An obituary, not an intervention
A new account of Tony Abbott’s Prime Ministership, hurriedly rewritten, drips with facts and sarcasm.
A new account of Tony Abbott’s Prime Ministership, hurriedly rewritten, drips with facts and sarcasm.
Elizabeth Harrower’s short stories depict middle-class Australian mores but with an undertaker-ish glint.
In his language and memories, Tim Winton reveals a deep attachment to Western Australia.
Jonathan Bate’s biography is an exquisite tribute to former UK poet laureate Ted Hughes’s memory, poetry and grief.
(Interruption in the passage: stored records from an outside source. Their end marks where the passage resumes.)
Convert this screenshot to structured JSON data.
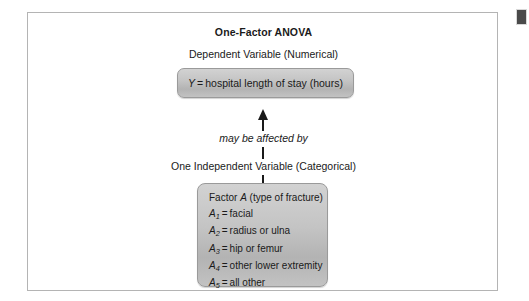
{
  "figure": {
    "title": "One-Factor ANOVA",
    "dependent_variable_label": "Dependent Variable (Numerical)",
    "relationship_label": "may be affected by",
    "independent_variable_label": "One Independent Variable (Categorical)"
  },
  "dependent_variable_box": {
    "symbol": "Y",
    "equals": "=",
    "description": "hospital length of stay (hours)",
    "full_text": "Y = hospital length of stay (hours)"
  },
  "factor_box": {
    "heading_prefix": "Factor",
    "heading_symbol": "A",
    "heading_suffix": "(type of fracture)",
    "heading_full": "Factor A (type of fracture)",
    "levels": [
      {
        "symbol": "A",
        "subscript": "1",
        "equals": "=",
        "label": "facial"
      },
      {
        "symbol": "A",
        "subscript": "2",
        "equals": "=",
        "label": "radius or ulna"
      },
      {
        "symbol": "A",
        "subscript": "3",
        "equals": "=",
        "label": "hip or femur"
      },
      {
        "symbol": "A",
        "subscript": "4",
        "equals": "=",
        "label": "other lower extremity"
      },
      {
        "symbol": "A",
        "subscript": "5",
        "equals": "=",
        "label": "all other"
      }
    ]
  },
  "colors": {
    "box_fill_top": "#d2d2d2",
    "box_fill_bottom": "#b3b3b3",
    "box_border": "#9a9a9a",
    "frame_border": "#b4b4b4",
    "text": "#1a1a1a",
    "corner_marker": "#4a4a4a",
    "page_background": "#ffffff"
  }
}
Like Wallace Stevens’s poem Thirteen Ways of Looking at a Blackbird, each chapter is told from a different perspective.
To say Sleeping With Other People is When Harry Met Sally ‘for assholes’ is unfair to those very people in our midst.
It was a decade we’d rather forget but, in Australia, those years were good for one thing: politics.
In his language and memories, Tim Winton reveals a deep attachment to Western Australia.
Writing, by and large, remains a lowly paid profession, so how can anyone advocate the abolition of literary prizes?
Writing, by and large, remains a lowly paid profession, so how can anyone advocate the abolition of literary prizes?